The dining room has a buffet recess and a marble fireplace surround with a finely carved timber and composition chimneypiece incorporating shells and coral and fluted pilasters, along with the initials R T, probably for a member of the Trotter family. The morning room has a carved timber mantelpiece, originally in the main bedroom above the dining room, featuring a pastoral scene and fluted pilasters. Six-panel timber doors in early 19th-century doorcases are found throughout.

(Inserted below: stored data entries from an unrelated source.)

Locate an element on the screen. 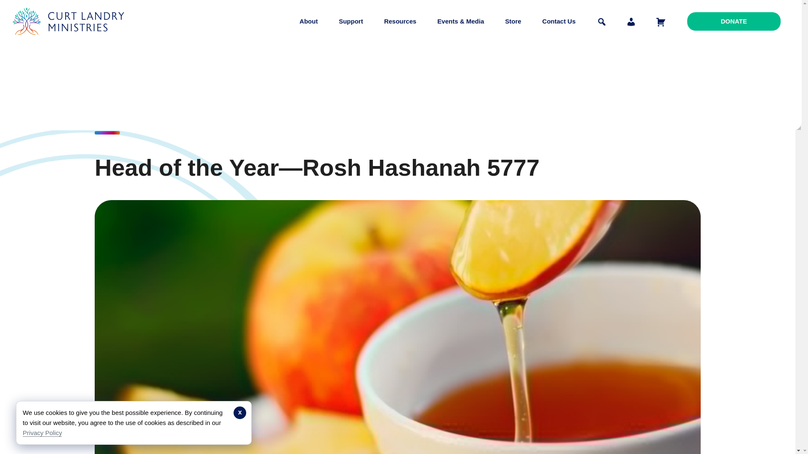  Curt Landry Ministries is located at coordinates (71, 41).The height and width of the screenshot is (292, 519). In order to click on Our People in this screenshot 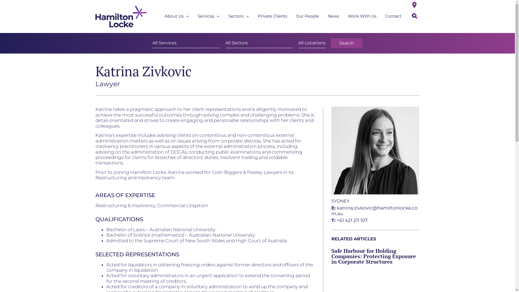, I will do `click(308, 16)`.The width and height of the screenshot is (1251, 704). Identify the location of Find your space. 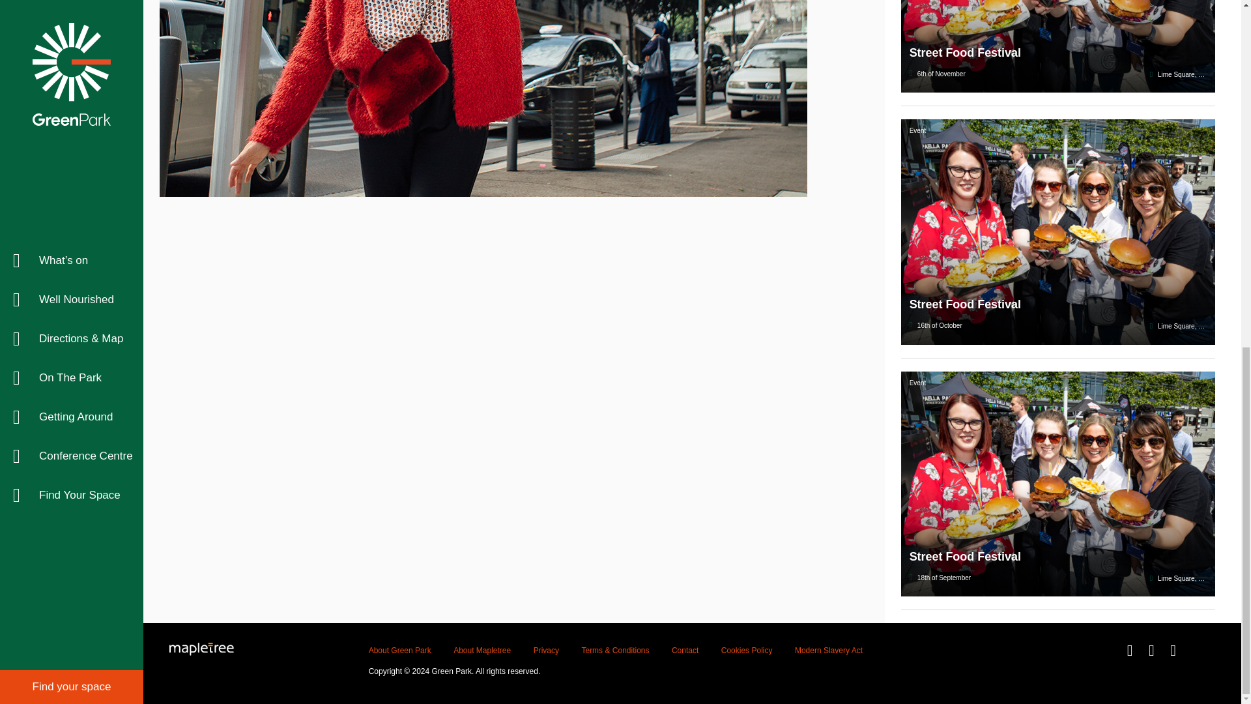
(72, 10).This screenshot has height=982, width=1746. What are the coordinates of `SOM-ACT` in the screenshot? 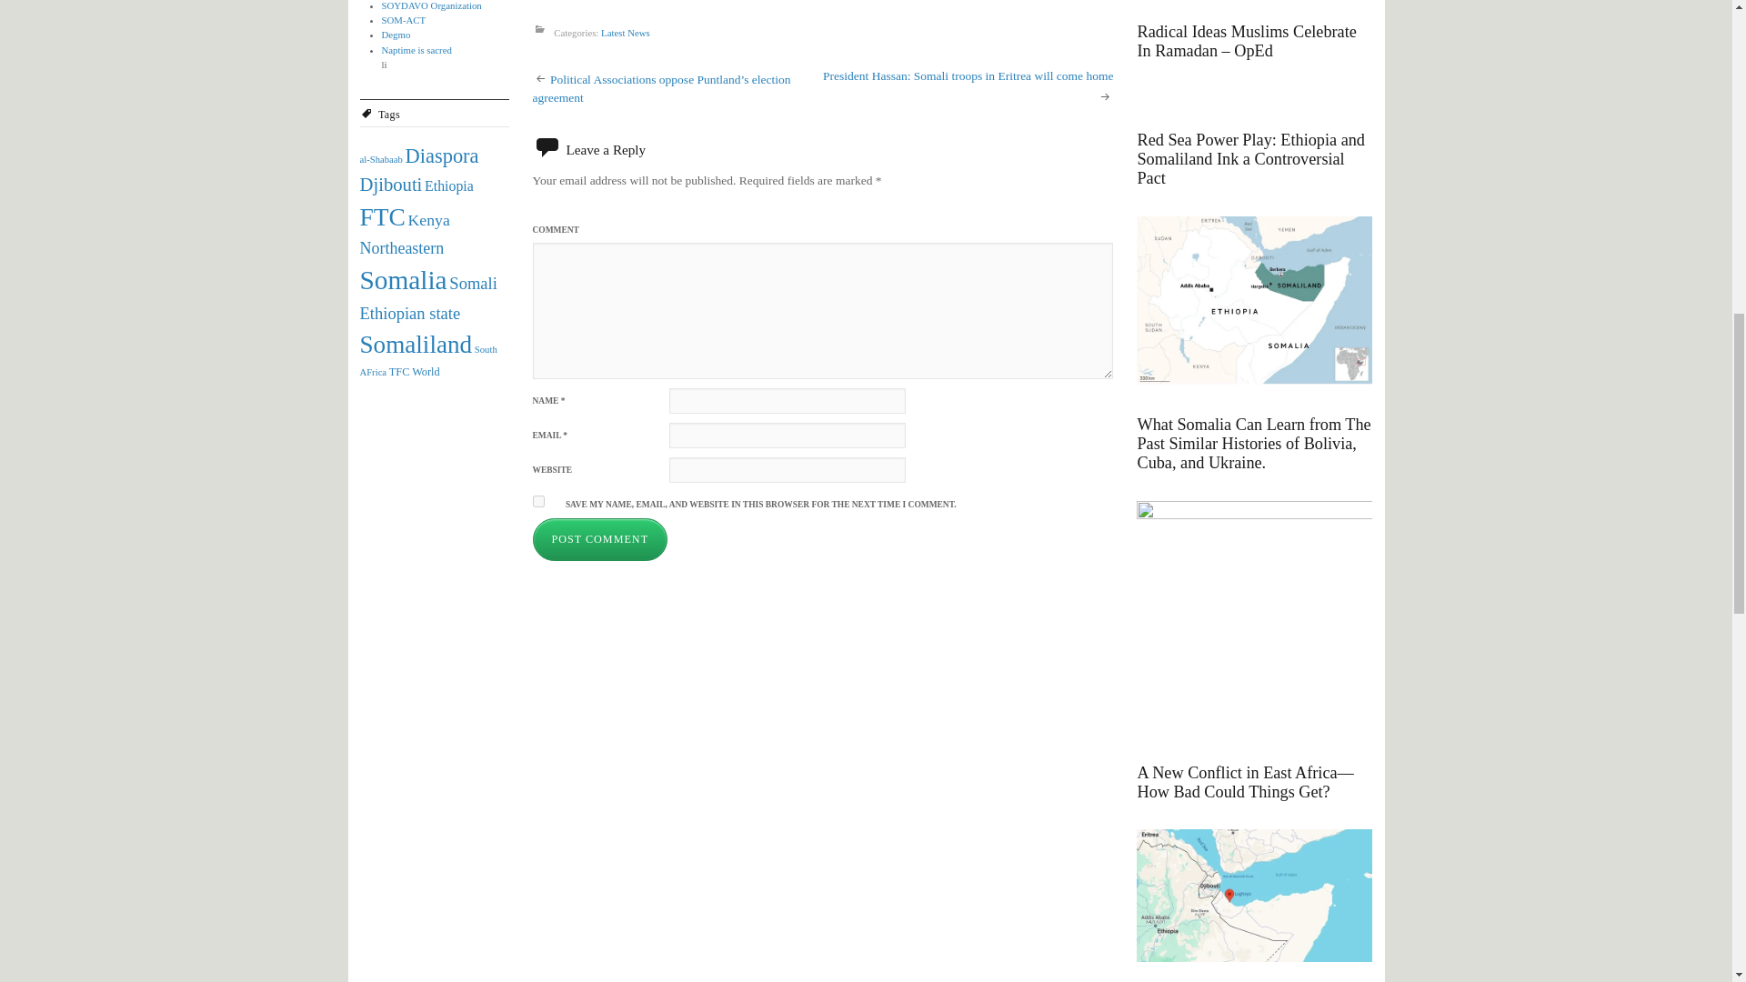 It's located at (404, 20).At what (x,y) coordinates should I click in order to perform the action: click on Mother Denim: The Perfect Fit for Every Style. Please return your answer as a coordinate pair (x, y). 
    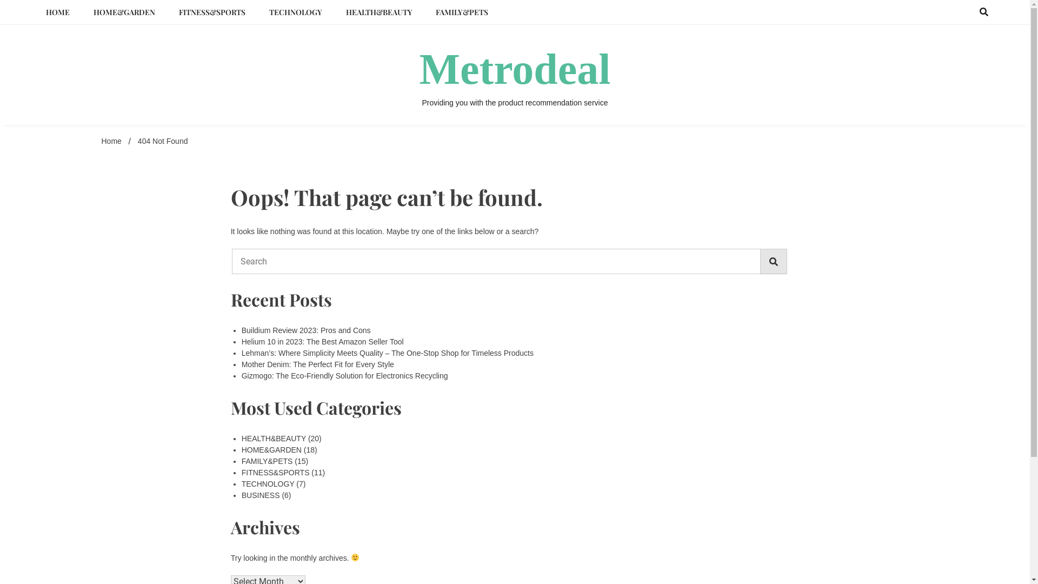
    Looking at the image, I should click on (318, 364).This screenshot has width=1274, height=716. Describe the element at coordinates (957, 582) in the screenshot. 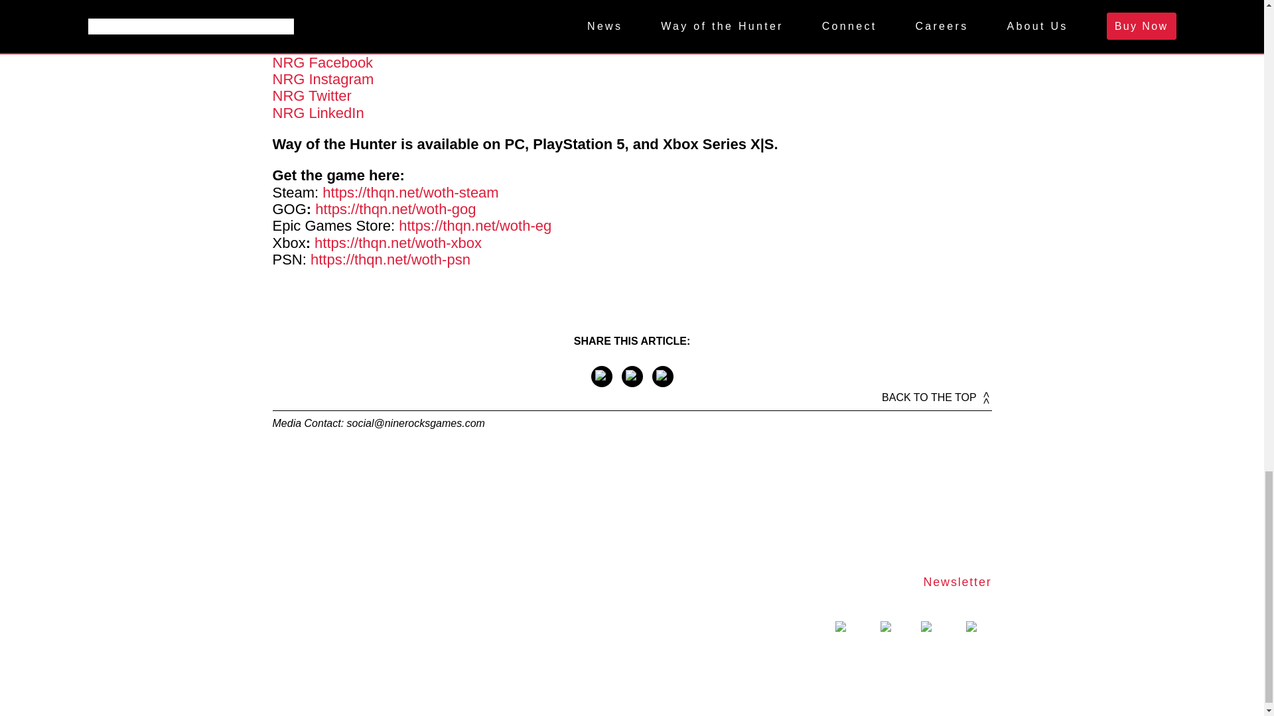

I see `Newsletter` at that location.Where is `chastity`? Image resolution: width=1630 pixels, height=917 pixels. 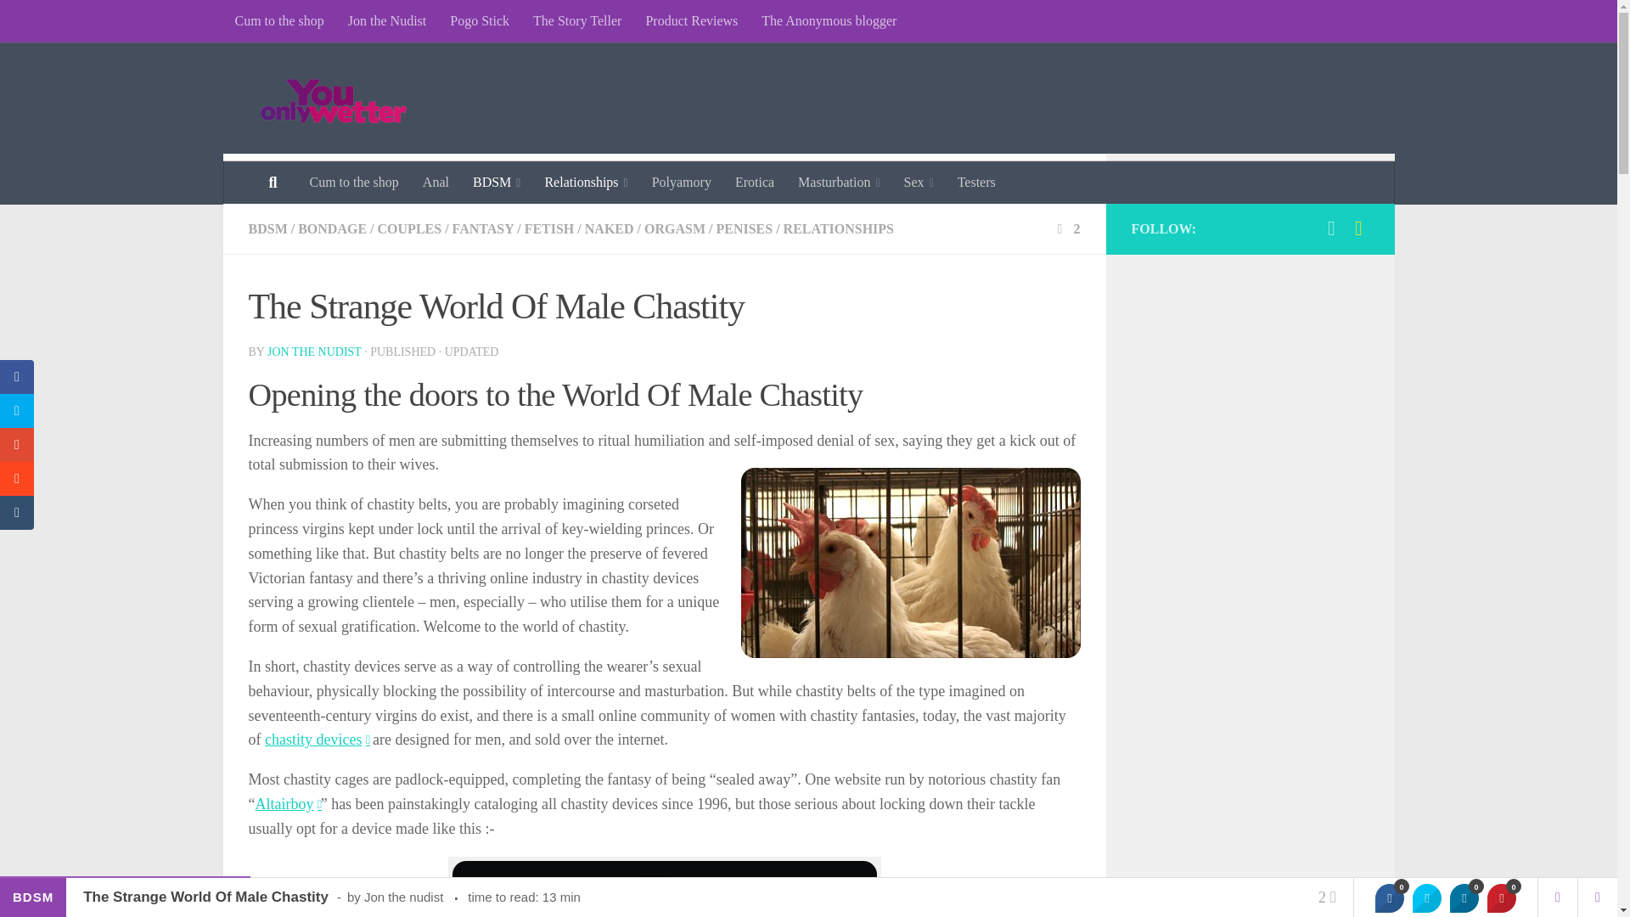 chastity is located at coordinates (317, 739).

The kitchen wing retains numerous original features including a timber staircase with carved timber splat balusters and a newel post with ball finial. An original or early kitchen range occupies the east end. A large segmental-headed fireplace with stone surround stands to the left of centre, with a brick-lined oven of circular plan featuring a stone opening and simple moulded Gothic arch to the left. A recess with a boarded timber door with strap hinges sits to the right. Early panelled shutters with strap hinges survive at the ground floor and stair windows. The former floor to the first floor has now been removed, but a corner fireplace remains intact above the ground floor recess in the kitchen range. An entrance with chamfered stone surround into the main body of the house was possibly originally an external door.
Walled Courtyard and Garage
Eaves-height coped rubble walls run northwards from the east and west sides of the kitchen wing to join a single-storey structure now used as a garage. The enclosed yard between is stone flagged. The north entrance has an architraved outer face, while the south entrance is partly architraved and partly has stugged long-and-short surrounds to the outer face. Each entrance has a door check to its reveals. The retaining walls of the courtyard continue northwards at full height, with the eastern wall terminating at the northern edge of the garage and the western wall continuing a short distance past it.
The garage, possibly originally a service range and formerly taller, is built of rubble with a corrugated asbestos roof. A central entrance with stone surround and boarded timber door occupies the south elevation, with a window with stone surround to the outer right and a similar opening to the left that was originally a door. An inserted window sits to the left of that. A single window with stone architrave is set in the west elevation/courtyard wall. A large inserted garage entrance with concrete lintel occupies the east elevation. The blind north elevation has a 20th-century timber shed, open to the north, with corrugated iron roof and facing to the right.
An outer yard is formed to the east of the kitchen courtyard by two sections of coped rubble wall: one running eastwards from the north-east corner of the kitchen wing, and one curved in plan running at right angles to the north-east, terminating in a droved ashlar gatepost. The former section continues at right angles to the south for a short distance.
Well
Approximately 45 metres to the south-east of the house stands a well of approximately one metre diameter to the outer edge of a mid 20th-century low coped coursed stone parapet. The parapet is surmounted by a wrought-iron tripod finial.